Is Sir Roger Carr right that government must design an industrial strategy for UK growth?
YES
Ian Mulheirn
Sir Roger Carr is right to highlight the symbiotic relationship between government and the market economy. But developing an industrial policy to boost the UK’s competitive edge is difficult. What seems like the wave of the future can quickly become a damp squib. We also need to be clear on the ground rules, so that ministers can be held accountable for public money. Otherwise what’s to stop the business secretary backing firms for political gain? Instead, the most obvious place for an industrial policy to start is to build a world class infrastructure platform on which UK companies find it cheap and easy to do business. Boosting investment in transport, telecommunications and energy projects must therefore be the government’s priority. This agenda wasn’t helped by successive governments slashing capital spending to close the deficit. For the immediate and long-term health of the economy, it’s time those decisions were reversed.
Ian Mulheirn is director of the Social Market Foundation.
NO
Kevin Dowd
Advocates of industrial policy are intellectually lazy. They must believe that the civil servants who design industrial policy are super-smart, super-humanly selfless and have access to dispersed information they cannot possibly have. They must believe that civil servants are able not just to beat the market, but beat the market by a margin sufficiently large to offset the costs of using taxpayer rather than voluntary funds. They must believe that the same civil servants can be counted on to withstand self-interested pressures brought to bear by the politicians they report to, and by the industrial interests who have captured the politicians. And they must be able to explain why we should try this course of action again, when we have never got it to work before. If the government wants to help business, it should stop meddling with it and acknowledge that corporatism doesn’t work.
Kevin Dowd is an economist and a partner at Cobden Partners.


- _REQUIREMENT_
What is needed is an exact copy of every entry below, with the pictures left out.

:: SUPPLIED MATERIAL ::

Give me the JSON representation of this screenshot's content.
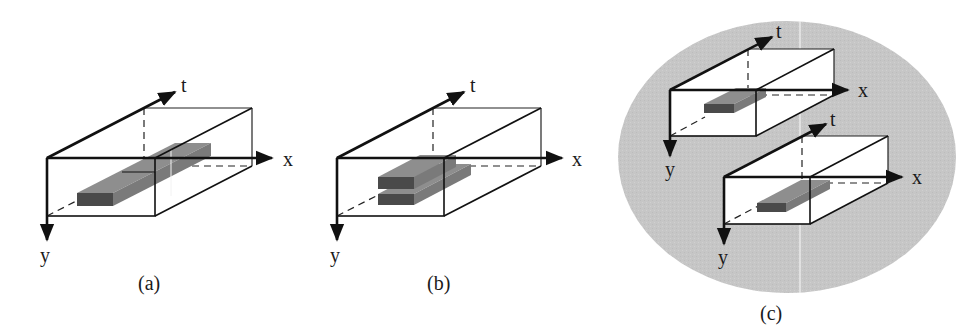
{
  "figure": {
    "panels": [
      {
        "id": "a",
        "caption": "(a)",
        "axes": {
          "x": "x",
          "y": "y",
          "t": "t"
        },
        "description": "Single spatio-temporal tube (elongated bar) inside an x-y-t volume"
      },
      {
        "id": "b",
        "caption": "(b)",
        "axes": {
          "x": "x",
          "y": "y",
          "t": "t"
        },
        "description": "Two stacked short tubes inside an x-y-t volume"
      },
      {
        "id": "c",
        "caption": "(c)",
        "axes_top": {
          "x": "x",
          "y": "y",
          "t": "t"
        },
        "axes_bottom": {
          "x": "x",
          "y": "y",
          "t": "t"
        },
        "description": "Two separate x-y-t volumes each with a tube, on a gray elliptical background"
      }
    ],
    "colors": {
      "background": "#ffffff",
      "ellipse": "#c6c6c6",
      "bar_front": "#4a4a4a",
      "bar_top": "#8a8a8a",
      "bar_side": "#777777",
      "line": "#111111"
    }
  }
}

:::

- _EXERCISE RESULT_
Give me the JSON representation of this screenshot's content.
{
  "figure": {
    "panels": [
      {
        "id": "a",
        "caption": "(a)",
        "axes": {
          "x": "x",
          "y": "y",
          "t": "t"
        },
        "description": "Single spatio-temporal tube (elongated bar) inside an x-y-t volume"
      },
      {
        "id": "b",
        "caption": "(b)",
        "axes": {
          "x": "x",
          "y": "y",
          "t": "t"
        },
        "description": "Two stacked short tubes inside an x-y-t volume"
      },
      {
        "id": "c",
        "caption": "(c)",
        "axes_top": {
          "x": "x",
          "y": "y",
          "t": "t"
        },
        "axes_bottom": {
          "x": "x",
          "y": "y",
          "t": "t"
        },
        "description": "Two separate x-y-t volumes each with a tube, on a gray elliptical background"
      }
    ],
    "colors": {
      "background": "#ffffff",
      "ellipse": "#c6c6c6",
      "bar_front": "#4a4a4a",
      "bar_top": "#8a8a8a",
      "bar_side": "#777777",
      "line": "#111111"
    }
  }
}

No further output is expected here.